(Saved entries)
================================
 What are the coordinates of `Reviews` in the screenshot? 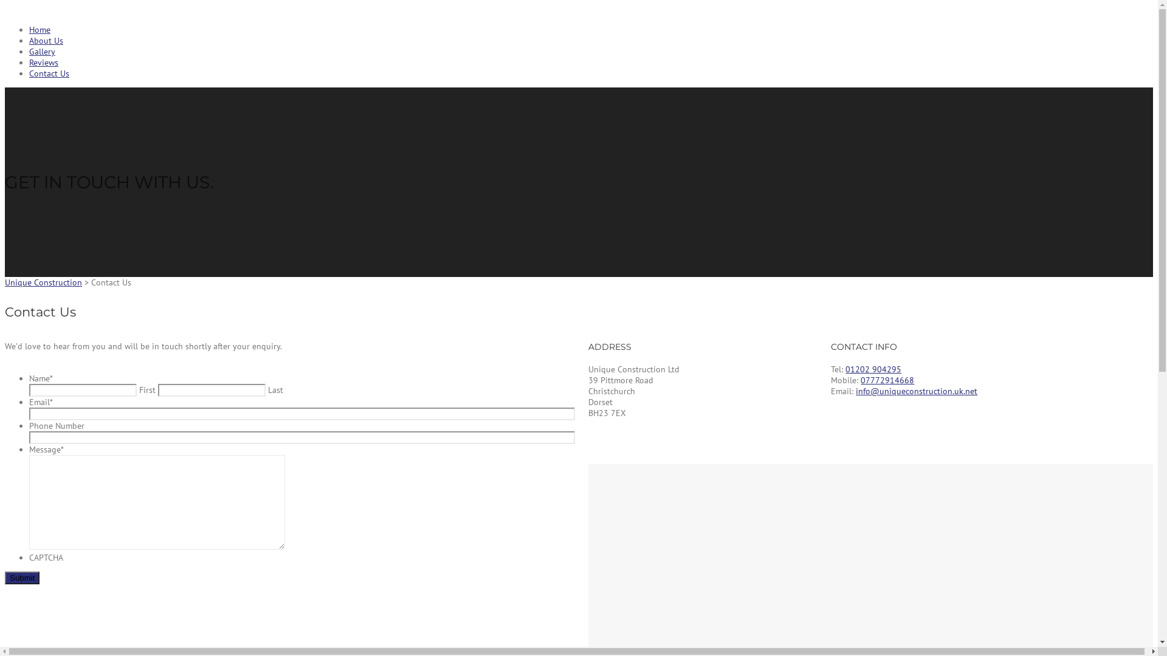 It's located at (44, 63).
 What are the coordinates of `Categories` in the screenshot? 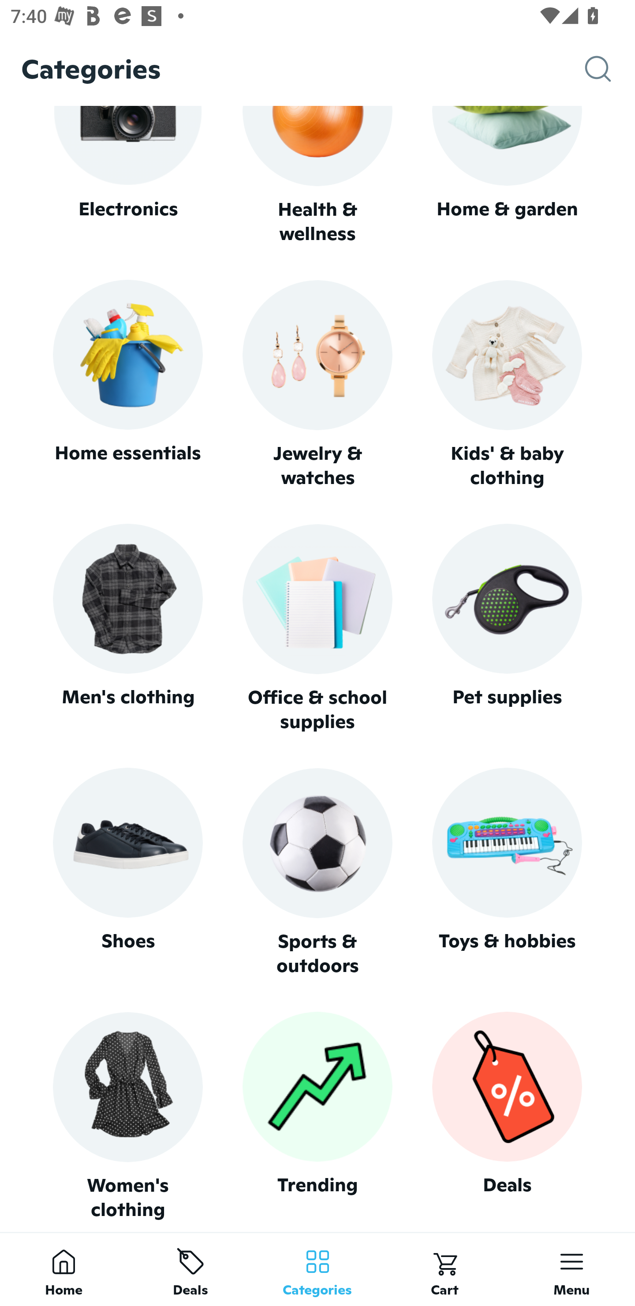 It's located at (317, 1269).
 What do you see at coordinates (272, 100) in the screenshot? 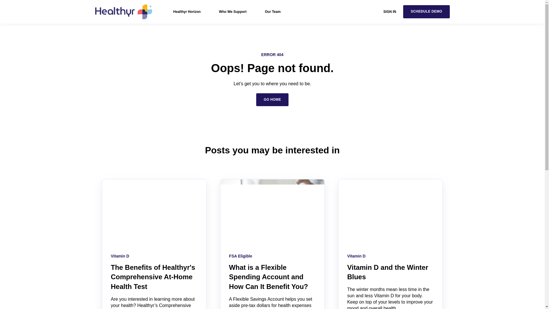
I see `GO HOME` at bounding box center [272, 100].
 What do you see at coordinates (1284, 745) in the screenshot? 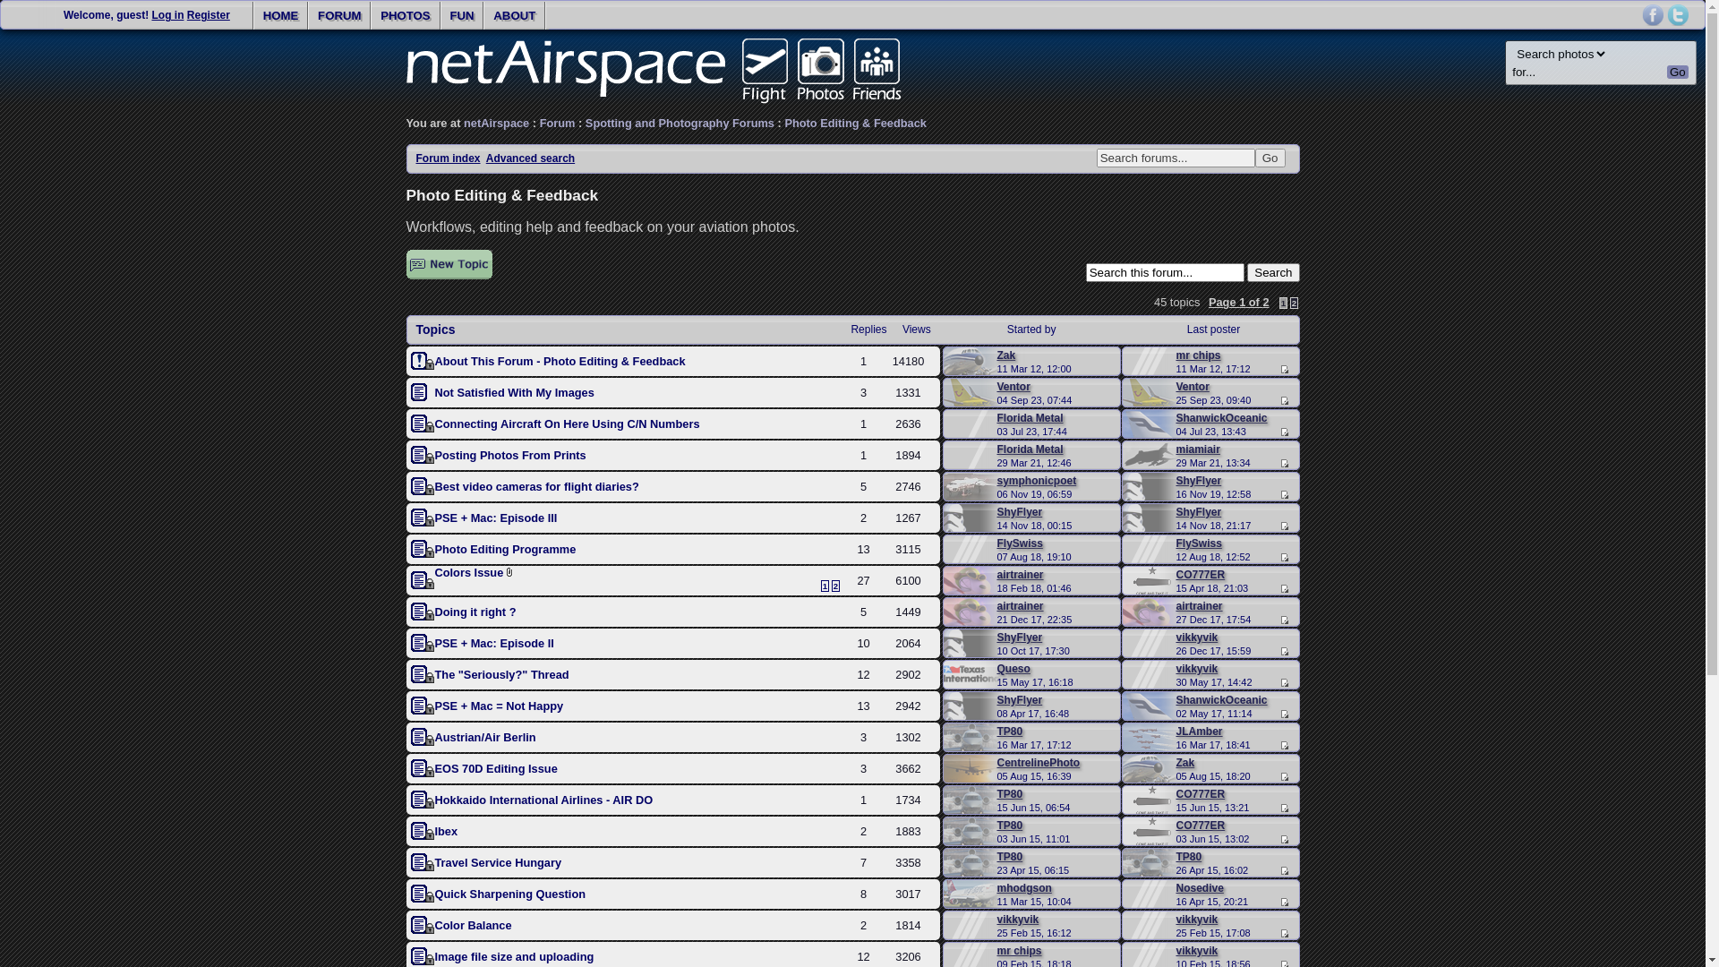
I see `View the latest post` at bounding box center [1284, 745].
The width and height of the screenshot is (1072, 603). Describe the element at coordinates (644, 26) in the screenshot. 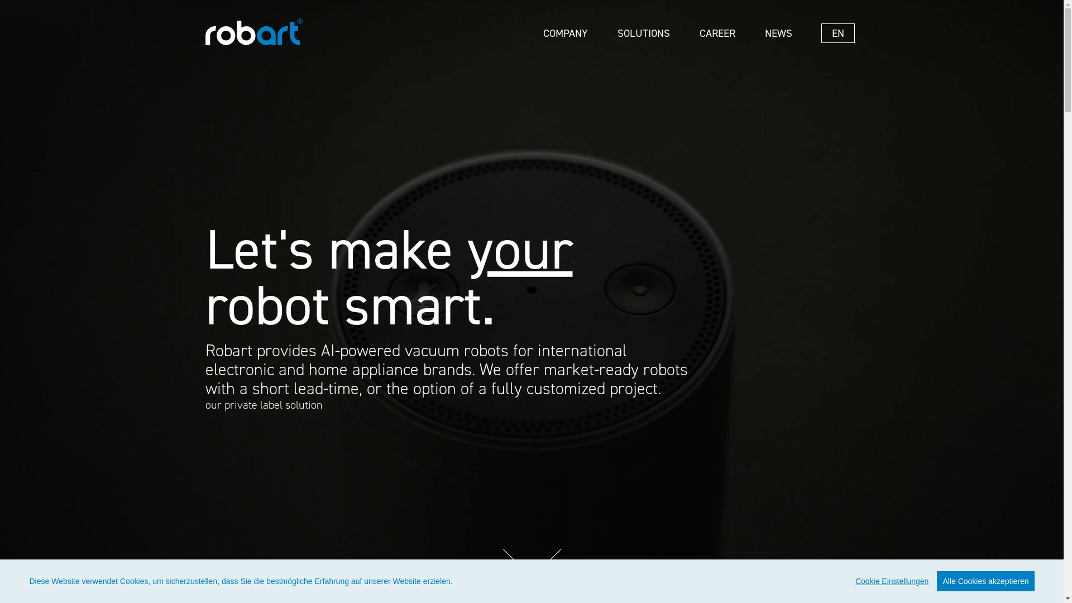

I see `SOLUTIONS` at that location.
================================
Your answer must be exactly the lines from the one with "What do you see at coordinates (1284, 745)" through the last line of the entries, both included, with no pictures; please add nothing else.

 What do you see at coordinates (1284, 745) in the screenshot? 
I see `View the latest post` at bounding box center [1284, 745].
The width and height of the screenshot is (1072, 603). Describe the element at coordinates (644, 26) in the screenshot. 

I see `SOLUTIONS` at that location.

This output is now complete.